26 adjectives to describe fanes

weave thy love around Thy chosen lover, who in thee hath found A loveliness and purity so sweet, That he doth watch for coming of the feet That brings him happiness and thrill his heart For one, of all thy kind who can impart To him the holiest bliss, the sweetest joy, That e'er can crown his life so tenderly; He worships thee within a holy fane, Let not his hope and joy be all in vain!

And, heartsick, by the sacred fane She fell, and prayed the god again.

Further on, on the same side, was the small low church dedicated to Saint Gregory, overtopped by the south-western tower of the mightier parent fane.

He bade us wait Within his sister's consecrated fane The blessed hand of aid.

Here Time's huge fingers grasp his giant-mace, And dash proud Superstition from her base, 185 Rend her strong towers and gorgeous fanes, and shed The crumbling fragments round her guilty head.

Oh! give not me that eye of hard disdain 545 That views, undimmed, Ensiedlen's [Bb] wretched fane.

The Distaff. Distaff, blithely whirling distaff, azure-eyed Athena's gift To the sex the aim and object of whose lives is household thrift, Seek with me the gorgeous city raised by Neilus, where a plain Roof of pale-green rush o'er-arches Aphroditè's hallowed fane.

wanting!" is inscribed on heathen fanes and altars; on the laws, customs, and institutions of every nation; and on the universal consciousness of mankind.

This humble village fane is situated to the north of London, somewhat more than a mile from Holborn Bars.

Then superstition tottered on her throne, And hid her head in shades of gloomy night; Quenched were her firesher impious fanes o'er thrown, Her mists dispersed before the Prince of Light, Then sank my grandeur; in some lonely spot I slept for years unnoticed and forgot.

630 Peneian Daphne too was there to see, Apollo's love before, and now his tree: The adjoining fane the assembled Greeks express'd, And hunting of the Caledonian beast.

Mid savage rocks and seas of snow that shine Between interminable tracts of pine, 645 Round a lone fane the human Genii mourn, Where fierce the rays of woe collected burn.

Once, when nearly dark, as our eyes were fixed upon the top, a gentle light suddenly appeared upon the very summit, crowning the majestic fane with glory, as if pointing it out for admiration to a surrounding world: it was a star twinkling upon the very spot where the highest point of the spire rested on the sky.

Swelling the outcry dull, that long resounds Portentous, thro' her old woods' trackless bounds, 75 Deepening her echoing torrents' awful peal And bidding paler shades her form conceal, [F] Vallombre, mid her falling fanes, deplores, For ever broke, the sabbath of her bow'rs.

You leave the outraged fane with relief.

The streets, despite their desolate appearance, were preferable to the spot he had just quitted, and he seemed to breathe more freely when he got to a little distance from the polluted fane.

There was music on the midnight; From a royal fane it roll'd, And a mighty bell, each pause between, Sternly and slowly toll'd.

(Sweet fane of truth and mercy!

Oh! give not me that eye of hard disdain 545 That views, undimmed, Ensiedlen's [Bb] wretched fane.

Symbol it is of the desolation which caused it, even the trampled fanes and altars of the human soul,the temple of God, whose profanation the church has suffered to go on unrebuked, till now both must crumble into the same grave.

In the inner fane They seized upon their prey, polluting thus The holy sanctuary.

The arbor-vitae along the banks marked tracery more delicate than any ever wrought by deftest craftsman in western window of an antique fane.

And bade those awful fanes and turrets rise, To hail their Fitzroy's festal morning come; And thus they speak in soft accord The liquid language of the skies: V. 'What is grandeur, what is power? Heavier toil, superior pain, What the bright reward we gain?

Gabriel looked affectionately at the closed and silent fane, where his family lived, and where he himself had spent the happiest days of his life.

Here was interred with ceremony of waxen taper and mid-night requiem, the noble founder of this dilapidated fane, Sir Walter L'Espec, beneath that wreck of pillar and architrave and those carved remains of the chisel's achievementhe who deemed that the sepulchre "Should canopy his bones till doomsday; But all things have their end.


▶ _REQUIRED WORK_
Retype each entry verbatim. Do not include the images.

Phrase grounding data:
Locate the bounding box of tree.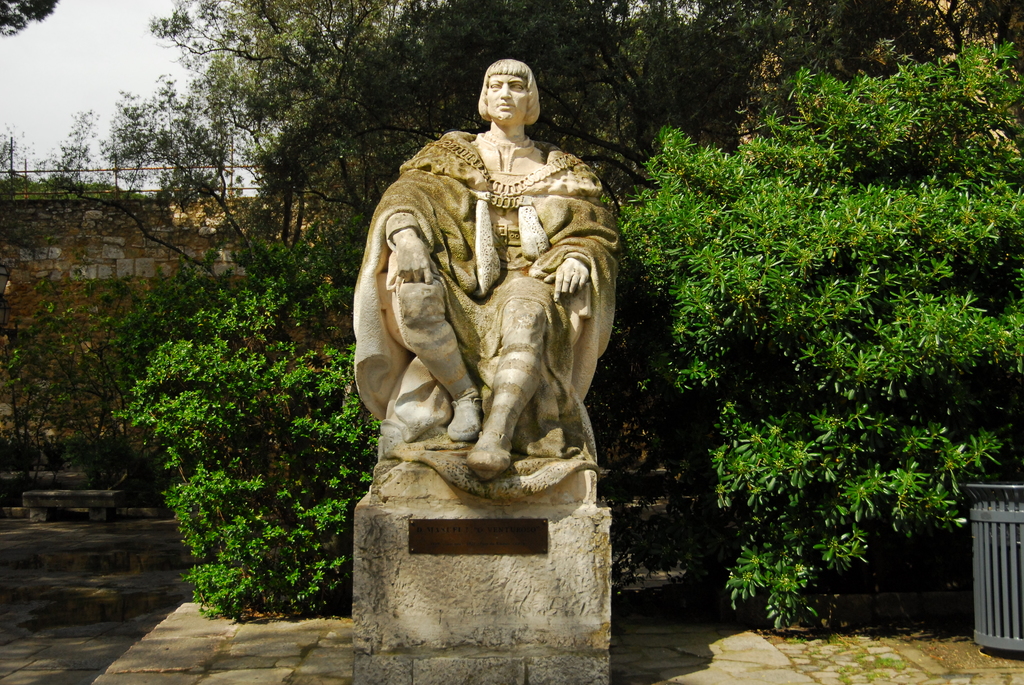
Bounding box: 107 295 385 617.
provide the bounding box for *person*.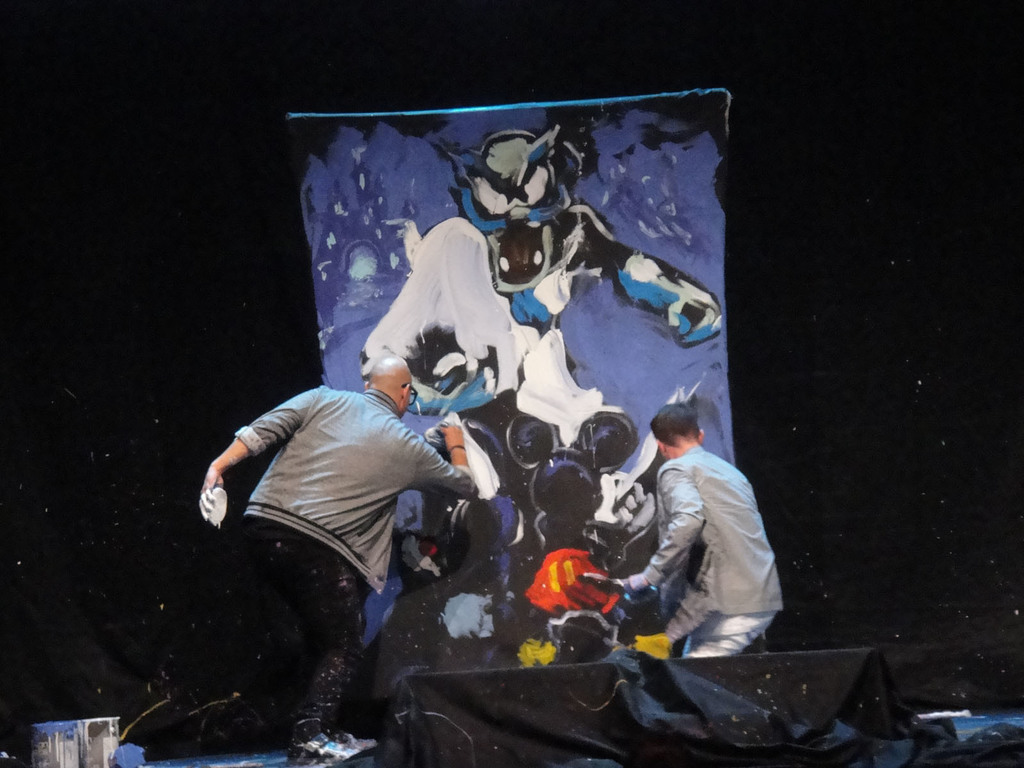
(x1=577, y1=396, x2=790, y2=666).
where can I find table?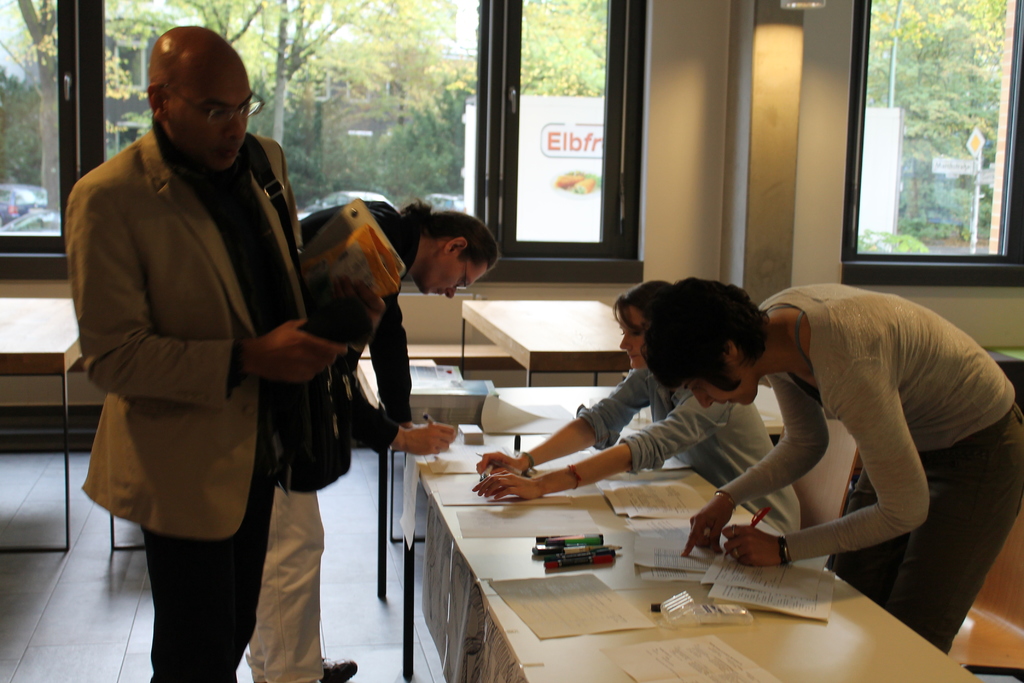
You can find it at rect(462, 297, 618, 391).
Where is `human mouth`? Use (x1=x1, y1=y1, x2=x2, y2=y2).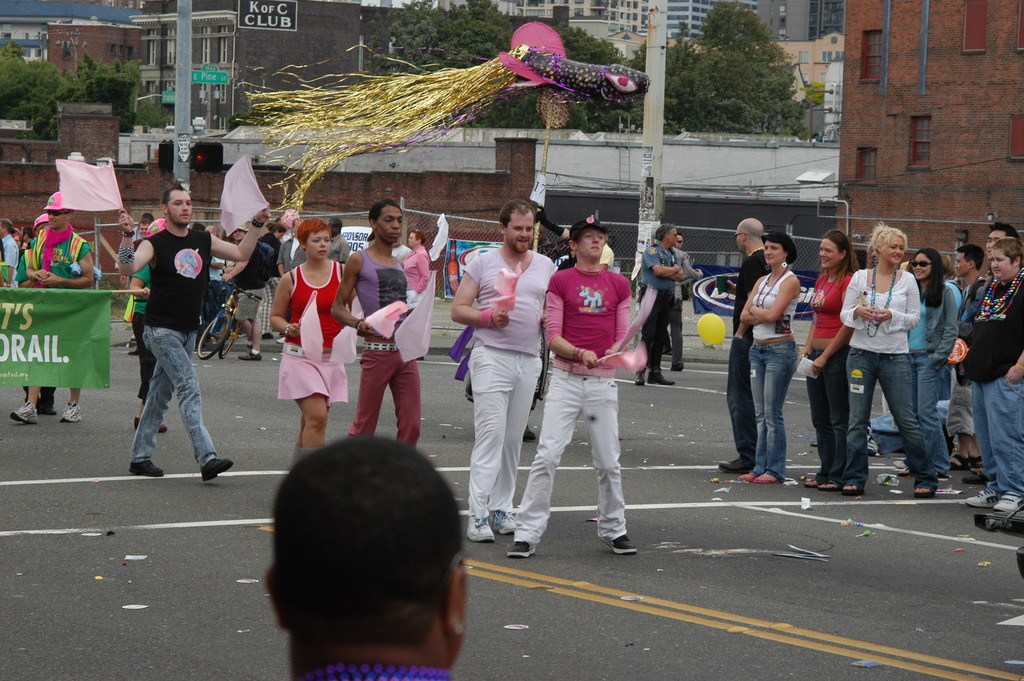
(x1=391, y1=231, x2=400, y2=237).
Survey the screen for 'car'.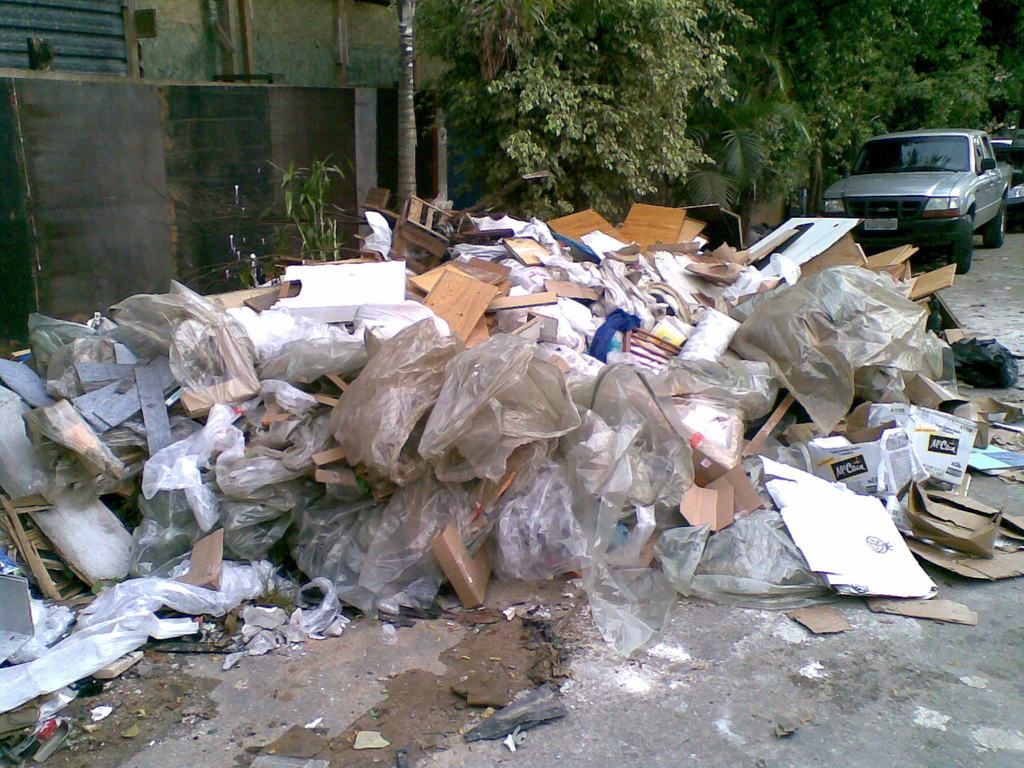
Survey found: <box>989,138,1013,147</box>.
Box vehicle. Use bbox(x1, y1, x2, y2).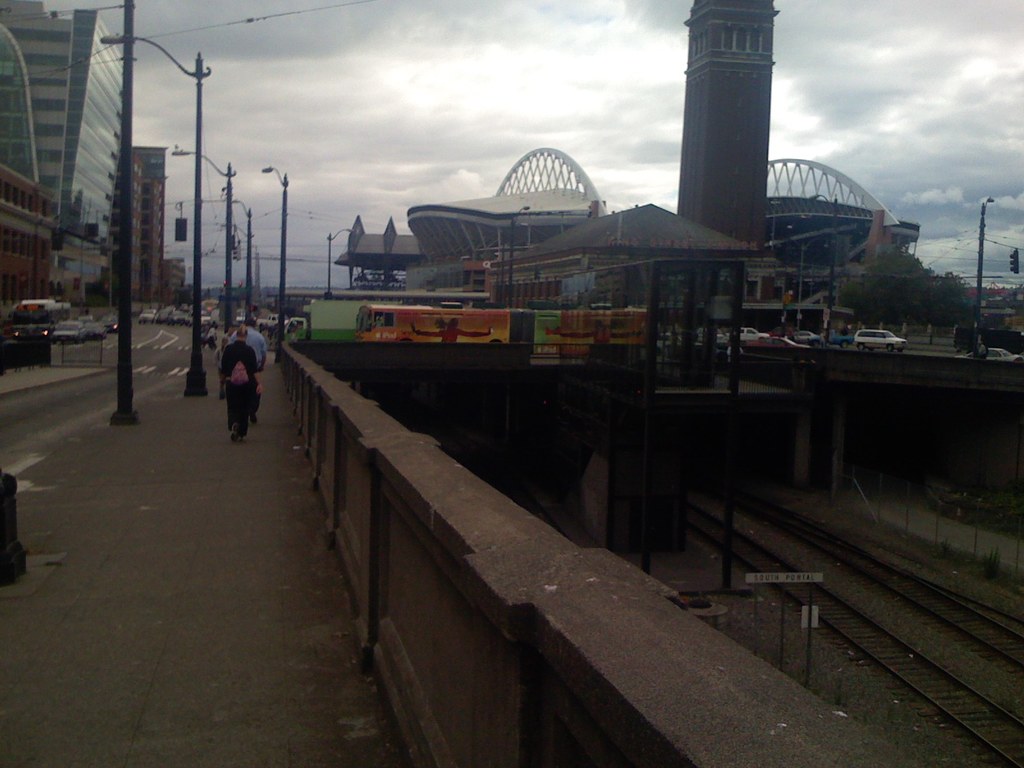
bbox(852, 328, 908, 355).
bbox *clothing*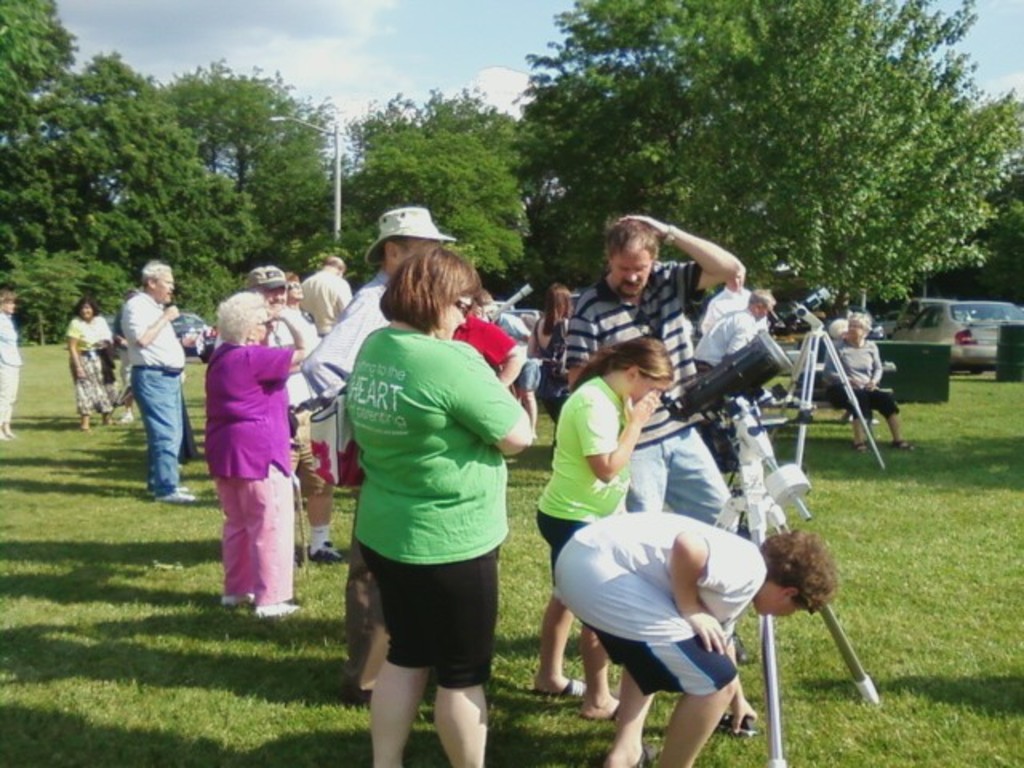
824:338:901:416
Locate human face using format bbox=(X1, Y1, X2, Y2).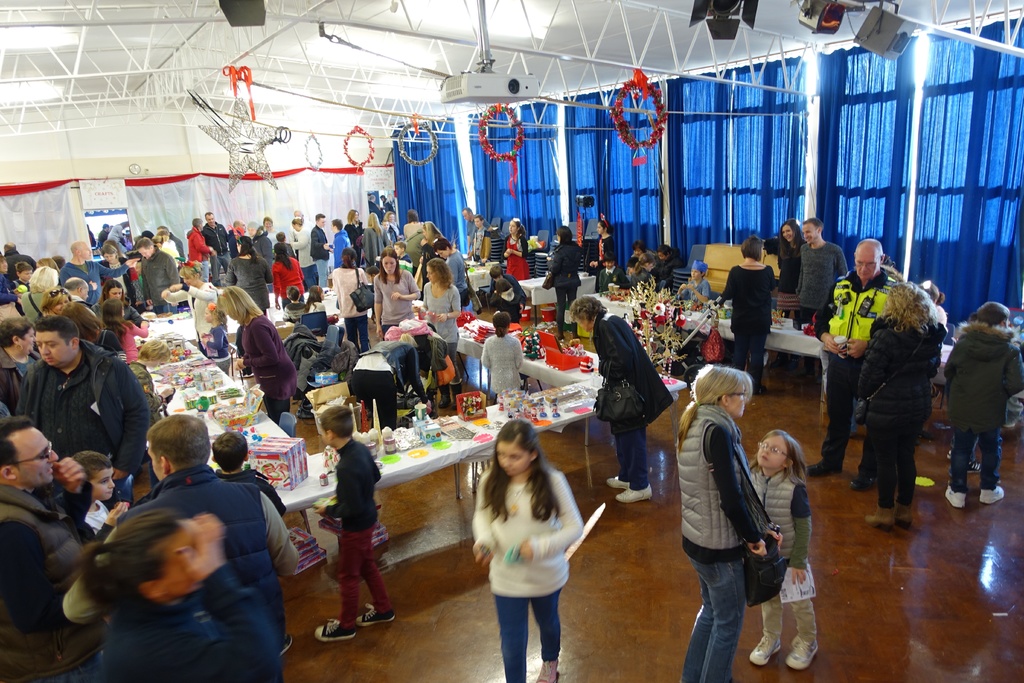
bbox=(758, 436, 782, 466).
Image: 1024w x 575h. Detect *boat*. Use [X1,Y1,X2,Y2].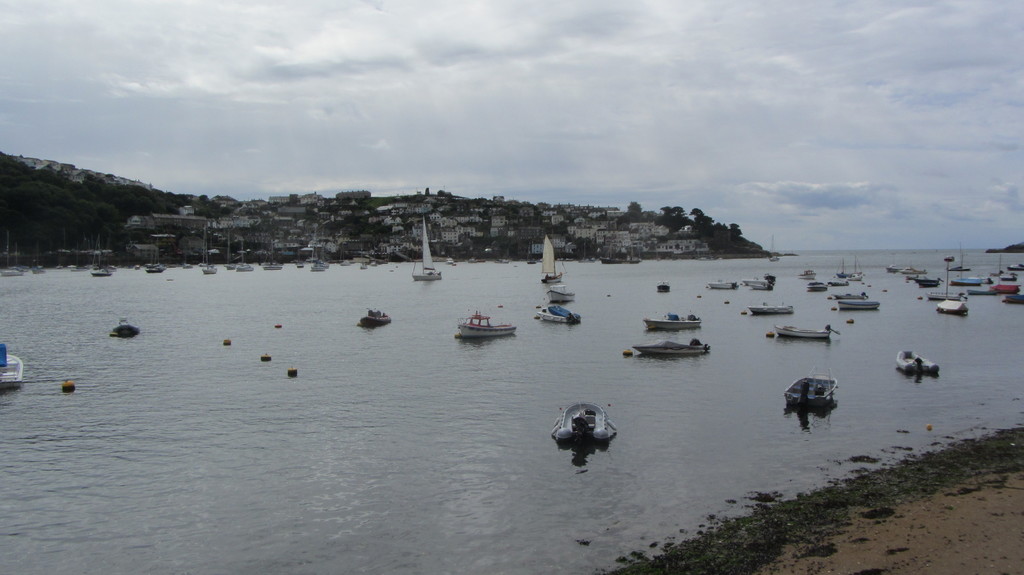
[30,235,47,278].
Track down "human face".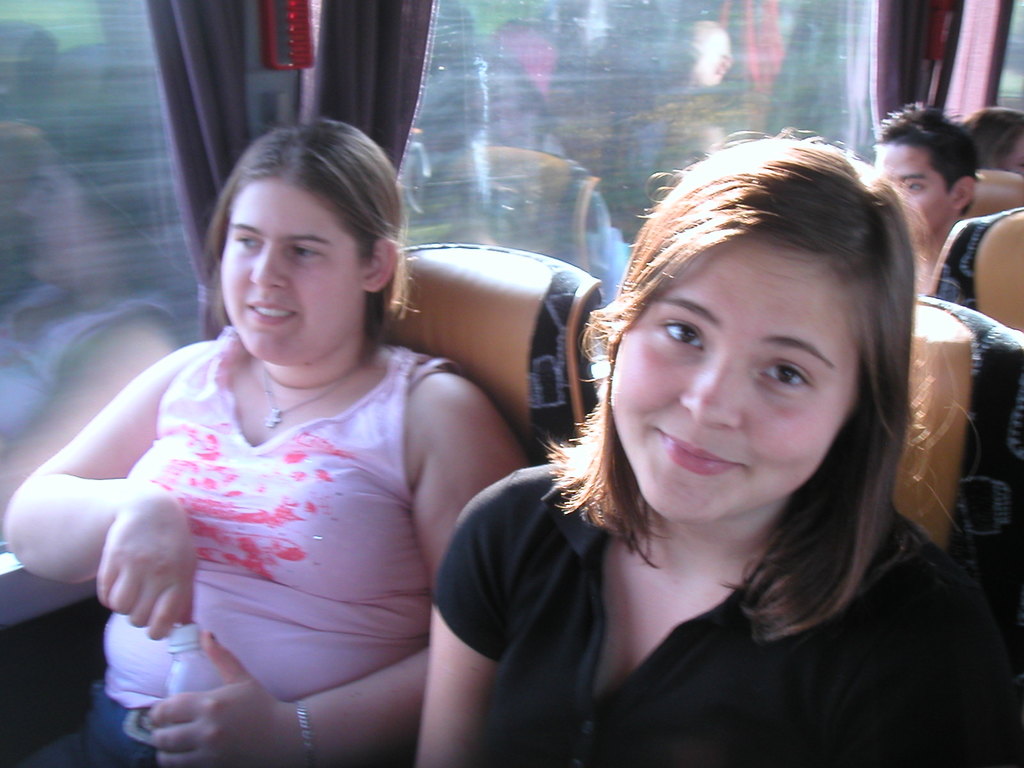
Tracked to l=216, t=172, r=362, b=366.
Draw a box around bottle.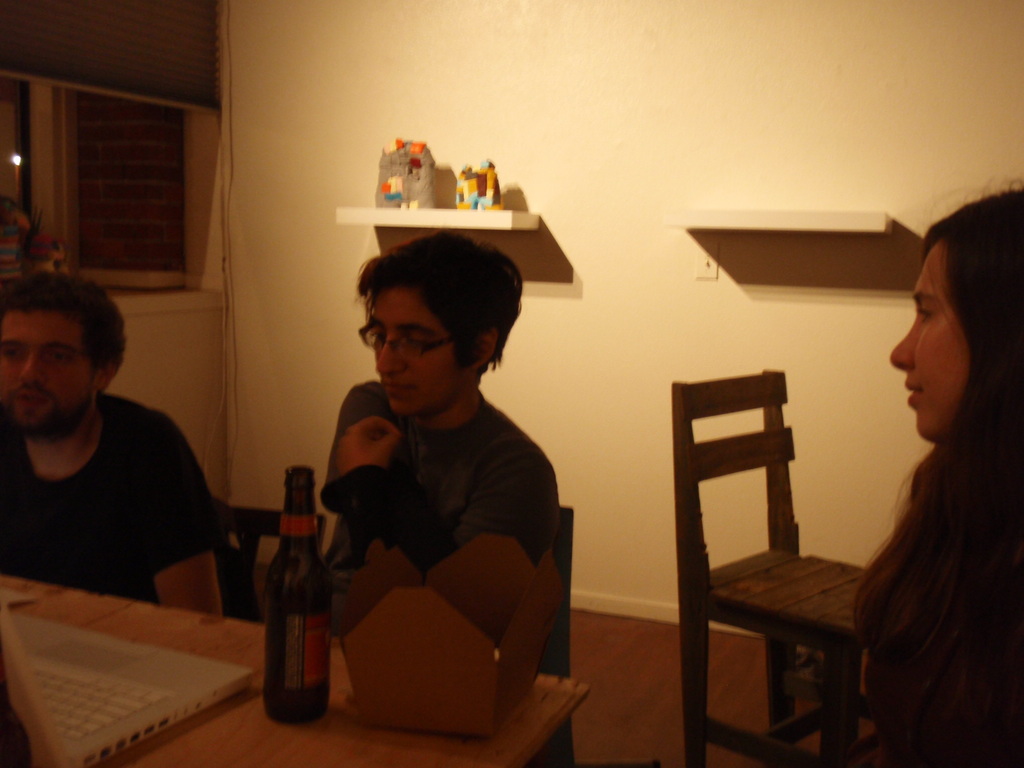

▶ _EXERCISE OUTPUT_
Locate the bounding box of tree.
Bounding box: 107 295 385 617.
provide the bounding box for *person*.
(x1=577, y1=396, x2=790, y2=666).
where can I find table?
You can find it at rect(462, 297, 618, 391).
Where is `human mouth`? Use (x1=x1, y1=y1, x2=x2, y2=y2).
(x1=391, y1=231, x2=400, y2=237).
Survey the screen for 'car'.
Survey found: <box>989,138,1013,147</box>.
Box vehicle. Use bbox(x1, y1, x2, y2).
bbox(852, 328, 908, 355).
bbox *clothing*
824:338:901:416
Locate human face using format bbox=(X1, Y1, X2, Y2).
bbox=(758, 436, 782, 466).
Image: 1024w x 575h. Detect *boat*. Use [X1,Y1,X2,Y2].
[30,235,47,278].
Track down "human face".
Tracked to l=216, t=172, r=362, b=366.
Draw a box around bottle.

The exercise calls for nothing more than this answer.